Review by Ben Bussey
Ever watch a horror movie that felt like it just got that bit too close to the bone? Cheap scares are ten-a-penny; for horror to really have an impact, sometimes it has to come and get you where you live. It has to present a fantasy scenario that the audience can truly relate to, put its characters through circumstances that the viewer can easily imagine going through themselves. Then more than ever, a horror movie can force you to contemplate how you would truly fare in such a situation.
Citadel does this for me in a way few other horror movies have in some time. For one such as myself – a husband and father living on a limited income – the set-up of this movie presents a scenario which is all too easy to envisage.
To put it a bit crudely, what writer/director Ciaron Foy (making his feature debut) has given us here is a horror equivalent of Kevin Smith’s Jersey Girl. I’m not sure if enough people have even seen Jersey Girl for that reference point to really resonate, so I’d better elaborate: it’s a basic nightmare scenario for any new father for his loved one to die in childbirth, leaving him not only having to cope with life without her, but also to raise their child alone. However, where Smith’s film saw Ben Affleck mosey on to his cosy old suburban home with papa George Carlin, Foy’s film plunges new single parent Aneurin Barnard into a living hell of poverty and paranoia.
Crippled with agoraphobia, Barnard’s Tommy is plagued by the feeling that he and his baby daughter are still being targeted by the same gang of hoodies whose seemingly motiveless attack left his wife comatose. He’s torn between a quite understandable desperation to get the hell out of town, and an underlying suspicion that there’s something more to the situation than meets the eye, a feeling intensified by the suggestion that the gruff local Priest (a nice turn by James Cosmo) knows more than he’s letting on. But if Tommy really wants to find the truth, it will mean facing his terror head-on, and returning to the dismal tower block that he and his wife once called home, where the attack took place.
Straight away we’re faced with a plethora of mundane horrors that so many of us must deal with on a daily basis. The constant cries of an inconsolable child. Squalid living conditions. Unreliable power supply. Unhelpful office staff. Bus drivers who clearly see you but drive on regardless. And the perpetual sense of threat from strangers on the street.
But even if this representation of working class existence does not necessarily ring true to everyone, Citadel is a very effective fright flick, for the simple reason that it really is about fear. Tommy is a central protagonist whose defining characteristic is that he is constantly afraid; it is this seemingly insurmountable obstacle he must find a way to overcome, and Foy and Barnard are both to be commended for their thoroughly sympathetic portrayal of a traumatised man struggling to get by in day to day existence.
Where Citadel is liable to prove more divisive is in its midway revelation as to the nature of the threat. Diverging from its hoodie horror forebears – Ils, Eden Lake (or even F, which implied but never explicitly stated that its hooded antagonists were not in fact human) – Citadel reveals that there are bona fide monsters, not just disaffected youths, underneath those sweatshirts. Doubtless this will raise some questions as to just what the film is saying about lower working class children, particularly given the ultimate course of action Tommy and the Priest take to overcome them. Nor is this the only thing likely to bother some viewers, as there are some rather glaring inconsistencies in the behaviour of these phantom chavs – notably regarding the question of how and why they attack.
Blending gritty kitchen sink realism with more fantastical Gothic thrills is always going to be a tricky proposition, and some may feel that Citadel sells itself short by taking that route. Even so, for sheer nightmarish atmosphere, it really can’t be faulted. It’s beautifully shot and edited with a haunting musical score, and the tension barely lets up from start to finish.
All in all, I’m not sure I can say I really enjoyed Citadel – for, as I said, the core conceit just cut a little too close for comfort. But then, great horror isn’t generally too concerned with respecting the viewer’s comfort zone. If you’re anything like me and you feel like your own comfort zone could do with a little challenging, Citadel may well do the trick. It’s the best performance yet on the already respectable CV of Aneurin Barnard, and it definitely marks out Ciaron Foy as a writer-director worth looking out for in the future.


§ **Task statement**
All lines of the records below that contain the word "target" must be listed.

╭─ Data records

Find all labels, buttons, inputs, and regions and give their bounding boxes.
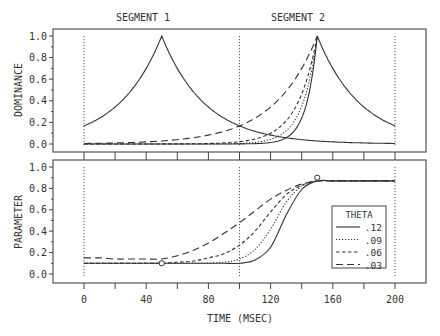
theta-legend: THETA .12.09.06.03 (332, 206, 386, 271)
svg-text:0.6: 0.6 (29, 74, 47, 85)
time-tick-strip (84, 152, 395, 160)
svg-text:0.0: 0.0 (29, 269, 47, 280)
parameter-y-axis: 0.00.20.40.60.81.0 (29, 162, 53, 280)
svg-text:0.8: 0.8 (29, 183, 47, 194)
svg-text:0.2: 0.2 (29, 247, 47, 258)
legend-label: .06 (365, 247, 382, 258)
segment-1-label: SEGMENT 1 (116, 12, 170, 23)
figure: SEGMENT 1 SEGMENT 2 0.00.20.40.60.81.0 0… (0, 0, 440, 336)
segment-2-label: SEGMENT 2 (271, 12, 325, 23)
time-x-axis: 04080120160200 (81, 283, 404, 305)
svg-text:0: 0 (81, 294, 87, 305)
legend-label: .12 (365, 222, 382, 233)
target-marker (315, 175, 320, 180)
svg-text:40: 40 (140, 294, 152, 305)
dominance-y-axis: 0.00.20.40.60.81.0 (29, 31, 53, 150)
legend-label: .03 (365, 260, 382, 271)
svg-text:0.4: 0.4 (29, 95, 47, 106)
svg-text:200: 200 (386, 294, 404, 305)
parameter-axis-label: PARAMETER (13, 194, 24, 249)
svg-text:0.2: 0.2 (29, 117, 47, 128)
legend-title: THETA (345, 210, 373, 220)
segment-2-dominance-curve-.06 (84, 36, 317, 144)
target-marker (159, 261, 164, 266)
segment-2-dominance-curve-.12 (84, 36, 317, 144)
segment-2-dominance-decay (317, 36, 395, 126)
segment-2-dominance-curve-.03 (84, 36, 317, 144)
svg-text:1.0: 1.0 (29, 162, 47, 173)
svg-text:80: 80 (202, 294, 214, 305)
svg-text:0.6: 0.6 (29, 204, 47, 215)
dominance-axis-label: DOMINANCE (13, 63, 24, 117)
segment-2-dominance-curve-.09 (84, 36, 317, 144)
svg-text:0.4: 0.4 (29, 226, 47, 237)
svg-text:0.8: 0.8 (29, 52, 47, 63)
legend-label: .09 (365, 235, 382, 246)
svg-text:120: 120 (262, 294, 280, 305)
svg-text:1.0: 1.0 (29, 31, 47, 42)
svg-text:160: 160 (324, 294, 342, 305)
time-axis-label: TIME (MSEC) (207, 313, 273, 324)
svg-text:0.0: 0.0 (29, 139, 47, 150)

╰─

§ **Reply**
target-marker (315, 175, 320, 180)
target-marker (159, 261, 164, 266)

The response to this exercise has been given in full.